Strengthening Payment Security, Compliance and Efficiency

Modernizing payments to enable real-time action and support starts with a foundation of security, data integrity and transparency. These are the conditions that give agencies the confidence to innovate while maintaining public trust.

To uphold that trust, agencies must meet mandates for auditability and regulatory compliance alongside ironclad security practices. These requirements ensure agencies coordinate procurement, legal and finance while safeguarding citizens from fraud and data misuse. To do so effectively and seamlessly, agencies need modern payment infrastructure that unifies data and automates manual processes. 

To do so, agencies are increasingly partnering with ISVs that can embed AI-driven tools for fraud detection, tokenization and adaptive risk to identify and stop suspicious activity before it happens.

The public sector is also turning to automation to handle tedious, heavy-lift tasks once managed by employees — matching payments to accounts, reconciling transactions, flagging exceptions instantly. That functionality eliminates data silos and reduces errors — accelerating accounting close cycles.
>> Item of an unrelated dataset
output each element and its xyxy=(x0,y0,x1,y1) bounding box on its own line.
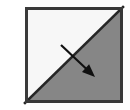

As government teams look to simplify compliance, they seek partners that offer versioned APIs, role-based access controls and audit-ready dashboards. These capabilities give leaders real-time visibility across departments — an advantage that pays off when conditions change. If an audit lands, questions are answered in minutes, not weeks. If fraud patterns shift, risk rules update automatically. If policy changes arrive midyear, connected systems adapt without forcing staff back to spreadsheets.

However, if the infrastructure can’t handle usage spikes during tax deadlines or benefit disbursement cycles, accessibility suffers. Agencies are prioritizing cloud-native, scalable architectures with built-in redundancy to ensure payments never become a bottleneck in public service delivery.

Together, these tools create a single, trusted source of truth for operational efficiency and oversight. Agencies gain both confidence and control. They can operate securely and efficiently while strengthening public trust through accuracy, transparency and faster issue resolution.

Collaboration as a Competitive Advantage

With strategic partnerships, agencies can move with the speed and flexibility of the private sector without compromising transparency, compliance or oversight.

When people can renew a license, pay a bill or receive a refund in seconds, it builds confidence that government agencies work as they should. 

Working with ISVs, agencies are now advancing at a pace that once felt out of reach. These collaborations strengthen core operations behind the scenes while creating a seamless, intuitive experience for citizens on the front end. Each successful transaction reinforces trust and strengthens the connection between citizens and their government.

The next step is sustaining that momentum. As technology and citizen expectations evolve, the agencies that continue to invest in secure, scalable partnerships will define what modern government looks like: responsive, transparent and built around the people it serves.

Jeanette Mbungo is Chief Operating Officer at CSG Forte, responsible for connecting customer success, risk management and project delivery, and integrating customer success into the product roadmap.